The total length of the Columbia-Wrightsville Bridge is 7,374 feet. Its construction required 100,000 cubic yards of concrete and 8 million pounds of steel reinforcing rods.

Consisting of 28 arches, each 185 feet long, the Columbia-Wrightsville Bridge carrying automobile traffic across the Susquehanna River in southeast Pennsylvania is believed to be the longest concrete-arch bridge in the world. The bridge's location is also historically significant. The longest covered wooden bridge in the world - 5,690 feet long - was built there in 1814, only to be destroyed by ice and floods almost 20 years later. Its replacement - 70 feet shorter but considerably wider - was burned 30 years later by Union troops as a tactical measure during the Civil War.

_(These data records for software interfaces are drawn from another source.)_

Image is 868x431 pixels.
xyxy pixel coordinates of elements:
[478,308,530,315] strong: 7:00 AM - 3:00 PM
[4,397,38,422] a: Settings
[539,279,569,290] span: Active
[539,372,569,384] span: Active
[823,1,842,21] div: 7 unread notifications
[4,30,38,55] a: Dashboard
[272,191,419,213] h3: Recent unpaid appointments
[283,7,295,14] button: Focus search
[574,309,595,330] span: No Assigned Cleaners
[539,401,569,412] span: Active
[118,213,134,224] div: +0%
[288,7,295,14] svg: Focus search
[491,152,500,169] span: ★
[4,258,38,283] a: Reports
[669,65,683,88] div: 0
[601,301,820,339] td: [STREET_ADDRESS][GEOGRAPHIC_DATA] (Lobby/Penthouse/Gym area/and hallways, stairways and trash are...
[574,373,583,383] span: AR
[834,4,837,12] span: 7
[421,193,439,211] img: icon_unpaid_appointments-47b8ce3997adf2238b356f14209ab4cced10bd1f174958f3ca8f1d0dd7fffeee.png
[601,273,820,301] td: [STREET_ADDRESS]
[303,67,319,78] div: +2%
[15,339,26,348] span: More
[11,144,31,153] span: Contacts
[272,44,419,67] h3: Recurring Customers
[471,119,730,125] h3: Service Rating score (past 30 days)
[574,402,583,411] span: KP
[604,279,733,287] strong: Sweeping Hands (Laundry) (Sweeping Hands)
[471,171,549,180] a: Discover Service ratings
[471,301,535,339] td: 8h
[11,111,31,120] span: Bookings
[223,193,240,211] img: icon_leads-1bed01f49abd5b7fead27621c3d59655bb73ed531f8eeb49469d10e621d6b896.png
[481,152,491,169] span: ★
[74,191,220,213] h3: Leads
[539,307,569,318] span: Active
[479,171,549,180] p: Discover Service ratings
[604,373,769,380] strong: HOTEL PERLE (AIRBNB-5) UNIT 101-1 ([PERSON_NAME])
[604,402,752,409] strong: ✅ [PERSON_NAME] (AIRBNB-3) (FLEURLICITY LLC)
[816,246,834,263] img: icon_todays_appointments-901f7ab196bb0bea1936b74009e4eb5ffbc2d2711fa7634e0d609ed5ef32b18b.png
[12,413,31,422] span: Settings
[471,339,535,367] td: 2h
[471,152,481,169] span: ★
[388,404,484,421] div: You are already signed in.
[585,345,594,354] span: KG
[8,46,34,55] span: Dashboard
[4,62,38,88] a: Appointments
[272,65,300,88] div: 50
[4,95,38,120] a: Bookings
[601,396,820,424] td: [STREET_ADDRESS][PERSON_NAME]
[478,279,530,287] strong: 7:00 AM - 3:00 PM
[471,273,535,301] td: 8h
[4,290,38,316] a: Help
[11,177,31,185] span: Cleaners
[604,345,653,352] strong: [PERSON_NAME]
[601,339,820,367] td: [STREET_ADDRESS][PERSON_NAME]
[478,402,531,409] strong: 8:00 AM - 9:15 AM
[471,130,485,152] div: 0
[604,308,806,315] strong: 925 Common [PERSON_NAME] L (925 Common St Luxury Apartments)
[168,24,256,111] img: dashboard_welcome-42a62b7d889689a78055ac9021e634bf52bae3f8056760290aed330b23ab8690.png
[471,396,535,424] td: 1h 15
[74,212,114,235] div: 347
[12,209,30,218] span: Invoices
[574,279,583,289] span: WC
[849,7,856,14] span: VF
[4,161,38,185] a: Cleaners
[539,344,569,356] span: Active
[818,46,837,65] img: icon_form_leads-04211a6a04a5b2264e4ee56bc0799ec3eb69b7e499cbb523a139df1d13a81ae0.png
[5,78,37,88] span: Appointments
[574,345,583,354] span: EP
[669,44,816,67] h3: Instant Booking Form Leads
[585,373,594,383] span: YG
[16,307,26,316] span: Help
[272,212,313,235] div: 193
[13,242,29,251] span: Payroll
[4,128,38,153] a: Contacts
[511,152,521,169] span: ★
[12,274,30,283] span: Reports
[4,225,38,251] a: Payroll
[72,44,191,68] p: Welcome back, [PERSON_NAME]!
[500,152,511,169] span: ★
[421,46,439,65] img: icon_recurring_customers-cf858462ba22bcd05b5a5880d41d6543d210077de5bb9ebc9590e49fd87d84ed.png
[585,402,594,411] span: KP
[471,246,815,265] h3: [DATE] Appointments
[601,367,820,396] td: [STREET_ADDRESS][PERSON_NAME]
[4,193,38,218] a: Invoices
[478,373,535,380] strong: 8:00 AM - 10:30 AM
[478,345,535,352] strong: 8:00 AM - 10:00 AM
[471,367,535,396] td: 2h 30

A third bridge - 5,390 feet long - remained in place nearly another 30 years until its destruction by a hurricane in 1896. The fourth Columbia-Wrightsville Bridge, of steel-truss construction, was erected in only 21 days and carried rail and highway traffic on the same deck. The trains ultimately proved to be a significant bottleneck to traffic on the transcontinental Lincoln Highway, completed in 1925. The present Columbia-Wrightsville bridge, dedicated solely to highway traffic, was built alongside the fourth bridge.

Facts

  • The total length of the Columbia-Wrightsville Bridge is 7,374 feet. Its construction required 100,000 cubic yards of concrete and 8 million pounds of steel reinforcing rods.
  • Each span of the present Columbia-Wrightsville Bridge consists of three separate concrete ribs connected at five points by horizontal concrete struts.
  • In nominating the present Columbia-Wrightsville Bridge as an engineering landmark, the Pennsylvania section of the American Society of Civil Engineers noted that it is "a splendid example of the graceful multiple-span, reinforced-concrete arched form popular in early 20th-century highway bridges in the United States."
  • The Lincoln Highway, also known as U.S. Highway 30, was the nation's first transcontinental highway, connecting a series of local highways and stretching from New York City to San Francisco. The opening in 1940 of the cross-state Pennsylvania Turnpike, a part of Interstate 76, subsequently provided faster passage.
  • The fourth Columbia-Wrightsville bridge carried passenger trains until 1954 and freight traffic until 1958. It was not dismantled until 1964. Remnants of the piers that supported it remain visible today.

Resources

  1. Glenn Banner, Flames Across the Susquehanna, Columbia Historical Preservation Society.